Wheat Ridge native Jacquelyn Ritz is a featured player in the Broadway-bound musical ‘Lempicka,’ which will open on Broadway in the 2022-23 season.




Denverite could be Broadway-bound

Holy Family High School and University of Colorado graduate Jacqueline Ritz is part of the Broadway-bound musical “Lempicka,” now having its final tune-up through July 24 at the La Jolla Playhouse in San Diego. It is the story of painter Tamara de Lempicka’s escape from the Russian Revolution to the top of the Jazz Age art-deco world. It is written by Matt Gould and Carson Kreitzer, and is directed by Rachel Chavkin, who won the 2019 Tony Award for directing “Hadestown.”

The musical stars Eden Espinosa, who, once upon a time, workshopped another Broadway-bound musical, “Brooklyn,” right here in Denver at what is now the Su Teatro Performing Arts Center. Ritz plays the Baroness, but there is no word yet on the Broadway cast.







Eli Testa

Eli Testa




Denver Actors Fund honors student

The Denver Actors Fund has given its inaugural Service Award to rising Highlands Ranch High School junior Eli Testa, who during the pandemic formed a theater company called Future is Bright. His cast and crew of 30 – no adults allowed – raised $8,200 for the DAF, an all-volunteer nonprofit that has paid nearly $1 million of Colorado theater artists’ medical bills. Students from ages 14-18 can sign up to audition this week for the next Future is Bright benefit in January by going to this google.com doc.
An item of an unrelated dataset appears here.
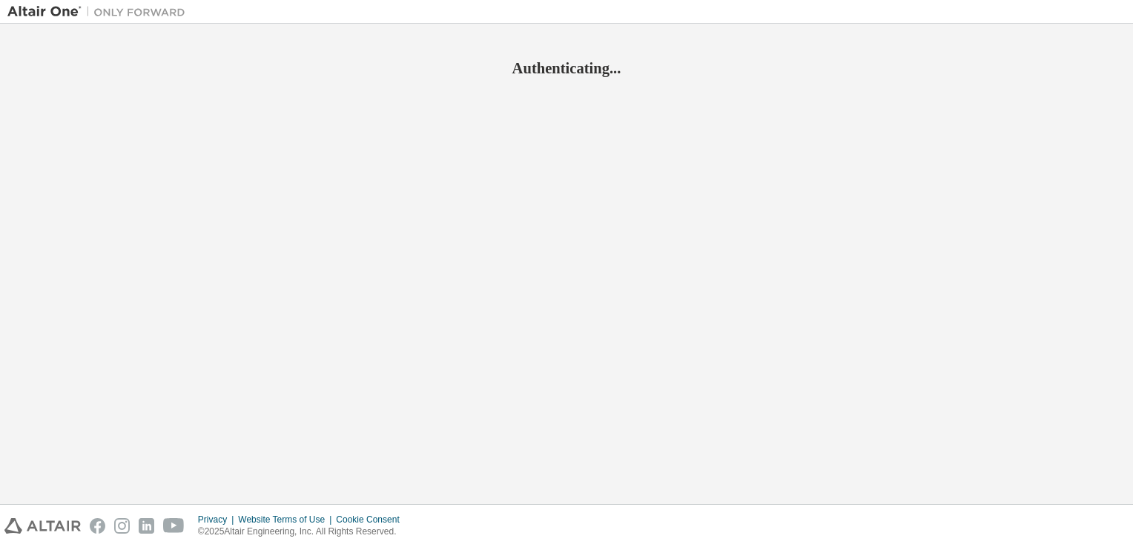 This screenshot has width=1133, height=547. I want to click on p: © 2025 Altair Engineering, Inc. All Rights Reserved., so click(303, 532).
In the Trenches Parenting Musical

‘In the Trenches: A Parenting Musical.’




Briefly …

City Park Jazz starts an hour early this Sunday (July 17) with its third annual Brass Band Extravaganza. The extended evening starts at 5 p.m. with a lineup of the No Hands Brass Band, Tivoli Club Brass Band and the Badda Boom Brass Band, ending at 8 p.m. with a mega-brass-jam at the City Park Pavilion and Bandshell …

“In the Trenches,” a parenting musical comedy that real-life Denver parents and performers Graham and Kristina Fuller have been developing around town for years, had a big growth spurt Wednesday (July 13) when it was staged for one night only at Feinstein’s/54 Below in midtown Manhattan. The show, written very much in the vein of “I Love You You’re Perfect, Now Change,” was directed by Robert Michael Sanders and choreographed by Jessica Hindsley. It featured Denver actors Valerie Igoe and Scott Rathbun among its ensemble. “I’m living the dream tonight,” Rathbun said.

And finally …

The Empire Lyric Players call themselves “Denver’s premier Gilbert and Sullivan troupe,” but c’mon – they are Denver’s only Gilbert and Sullivan troupe. But they have been tongue-twisting  with the modern Major-General since 1958, when the company was organized by a group of Holy Family High School graduates. “The Pirates of Penzance” continues through Sunday (July 17) at the Lakewood Cultural Center.